As if in response to this frenzy of thought, the ripe lips parted in a smile that added one more lovely detail to the picture by revealing rows of pearly, even teeth, and her hand began to move toward him.

"Don't touch me—don't," he found himself pleading suddenly.

But already the hand was laid tenderly upon his own, and Hampstead returned the clasp like one who holds the poles of a battery and cannot let go.

Laughing softly, Woman drew Man gently to her, his eyes gazing fascinated into the depths of hers, his body bending weakly, nearer and nearer.
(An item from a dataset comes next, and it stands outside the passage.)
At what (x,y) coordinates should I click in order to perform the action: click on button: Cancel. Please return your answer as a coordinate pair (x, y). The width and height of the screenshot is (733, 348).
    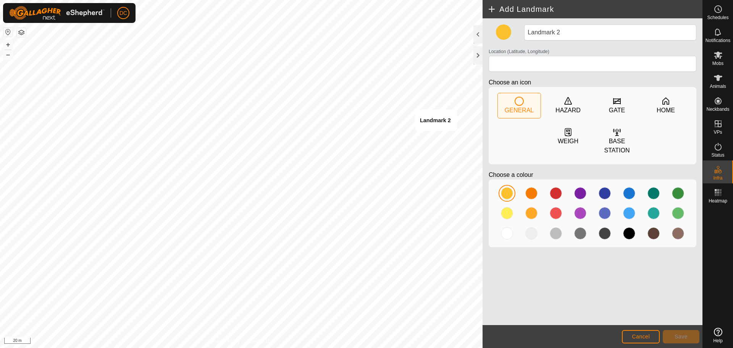
    Looking at the image, I should click on (641, 336).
"John!" she breathed softly, "John!"

But at the first warmth of breath upon his cheek, the explosion came. He snatched her in his arms as if she had been a child, and pressed her to his heart rapturously, but violently. And then his lips found hers, vehemently, almost brutally, as if he would take revenge upon them for the passion their sight and touch had roused in him. She struggled, but he pressed her tighter and tighter, till at length she gave up, and he felt only the rhythmic pulsing of her body.

When at length he released the lips and held the face from him to gaze into it fondly, her eyes were closed, and the head fell limply over his arm with the long tresses sweeping to the floor.

In sudden compunction he placed her tenderly upon the divan.

"I have hurt you, Marien; I have hurt you. Forgive me; oh, forgive me!" he implored in tones of deep feeling.

When she remained quite motionless, he asked, foolishly, "Marien, have you fainted?"

Slowly her bosom rose with a respiration so deep and long that it seemed to stir every fold of her pleated gown and every cushion on the divan, while with the eyes still closed the face moved gently from side to side to convey the negative.

"Thank God!" he groaned, dropping to his knees beside her, where, seizing her hand, he began to press his kisses upon it.

Presently disengaging the hand, Marien lifted it, felt her way over his face and began to push back the towsled mop of hair from his brow, and to stroke it affectionately.

"I thought I had hurt you," he crooned.

"You did," she murmured.

"Oh, I am so, so sorry," he breathed, seizing her hand once more and pressing it against his heart.

"I do not think I am sorry," she sighed contentedly, and was still again, the lashes lying flat upon her cheeks, the long tresses in disarray about her head.

Lying there so white and motionless, she looked to John like a crushed flower. Her very beauty was broken. As he gazed, remorse and contrition overcoming him, her lips parted in a half smile while she whispered:

"The—the calculated life cannot always be depended upon, can it?"

Innocently spoken, the words came to John with the force of a reproach, which hurt all the more because he was sure no reproach had been meant. She had trusted him, and he had failed. His sense of guilt was already strong. At the words he leaped up and rushed toward the hat-tree upon which his hat and coat had been disposed. Yet before he could seize them and start for the door, Marien was before him, barring his way, looking pale but majestic, like a disheveled queen.

"Let me go," he said stubbornly. "I am unworthy to be here."

"Stay," she whispered, in a tone sweeter, tenderer, than he had ever heard her use before. "It is my wish. I do not," and she hesitated for a word, "I do not misunderstand you—poor, lonely, hungry man!"

"Supper, Madame!" piped the voice of Julie.